Don’t buck the process

November 12, 2012

Frank Herbert's Dune series is one of the classics of science fiction and fantasy (it bridges the two).  It lost its way a bit after volume two, but was fully restored to its original inventiveness in the final volume Chapter House Dune.  I don't count the low quality pulp material produced by Hebert's son; if you want good quality trash then E.E.Doc Smiths Lensman series is much better!  Interesting Todd, son of Anne Mcaffrey seems to be an exception to the general rule that children should not seek to trade from their parents books.  His latest offerings in the Dragon series are well crafted, those of the younger Herbert are simply trash intermingled with a degree of unnecessary dado-macochism.  

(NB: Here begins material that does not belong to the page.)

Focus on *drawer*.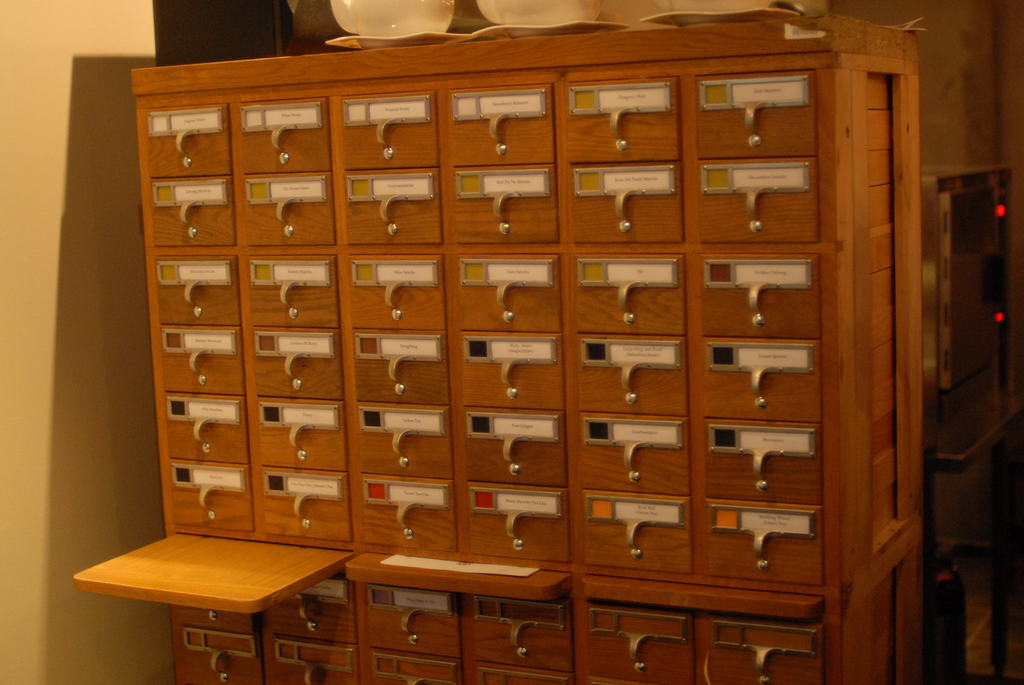
Focused at 240,98,330,173.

To the point.  One of the valuable aspects of Dune is the quotable quotes.  Well crafted words that make profound points of relevance today.  One of those from Darwi Odrade has become a regular feature of my presentations about complex systems strategy.  Remember, in a complex system we deal with the evolutionary possibilities of the present rather than managing to an idealised future.  So if you want to change things you need to start with reality.  A part of that reality is well summarised in said quote:

It is naïve to expect any bureaucracy to take brilliant innovations and put them to good use. Bureaucracies ask different questions…

These are the typical questions, … : Who gets the credit? Who will be blamed if it causes problems? Will it shift the power structure, costing jobs? Or will it make some subordinate department more important?

Now this may be frustrating, but its life.  If you are working in government, or companies such as IBM (in my experience the world's largest bureaucracy) then the above quote has to be your starting point.  One of the things I found to my cost in IBM is that selling up does not necessarily work.  You can have the support of a main board member, but there are limits to what they can do if three layers down the system is working against you.  

My favourite example of this is when I was briefly made an EBO, or Emergent Business Opportunity.  The idea was to repeat the IBM PC Florida experiment by creating unites exempt from IBM process to encourage innovation.   The idea was good, but reality was different.  We wanted to produce a brochure and discovered that approval would cost us $25K in an internal charge to a “cost neutral” department.  I was amused by that, when you have to accept charges its more like a protection racket I would have thought.  When we created an innovative innovation programme that would cross geographical boundaries and use multiple suppliers the process would not let us.  Instead we were told to sub-contract to a specialist provider.  Net result the cost went up four fold.  

I could go on, there were many many examples.  At the same time, if you could find a way to work with the bureaucracy things happened fast, including things that you were not technically allowed to do.  The problem is that this introduced what in other circles is called a culture of illegality.  In order to get results you have to break or work around the rules.  Transparency is dangerous, deception and acting in a canny (a wonderful Scottish word) fashion develop as key skills.  In several cases I knew a few creative VPs who employed a Director or two (a high cost) just to work out how to re-describe what they had already decided to do in a form that the bureaucracy would understand and accept.

Now all of this is a terrible waste, but if you want to make things work then at times you have to respect one of the basic and most fundamental rules of working in a bureaucracy: don't buck the process.  It is all a part of being pragmatic and living with reality.  Idealism may make you feel pure, pragmatism is dirty, but its the way to get things done.  

Mind you, I failed to learn my own lesson on many an occasion.  Douglas Adam's thoughts on Vogon's and bureaucracy were depressingly familiar at times:

Here is what to do if you want to get a lift from a Vogon: forget it. They are one of the most unpleasant races in the Galaxy- not actually evil, but bad-tempered, bureaucratic, officious and callous. They wouldn't even lift a finger to save their own grandmothers from the Ravenous Bugblatter Beast of Traal without orders signed in triplicate, sent in, sent back, queried, lost, found, subjected to public inquiry, lost again, and finally buried in soft peat for three months and recycled as firelighters.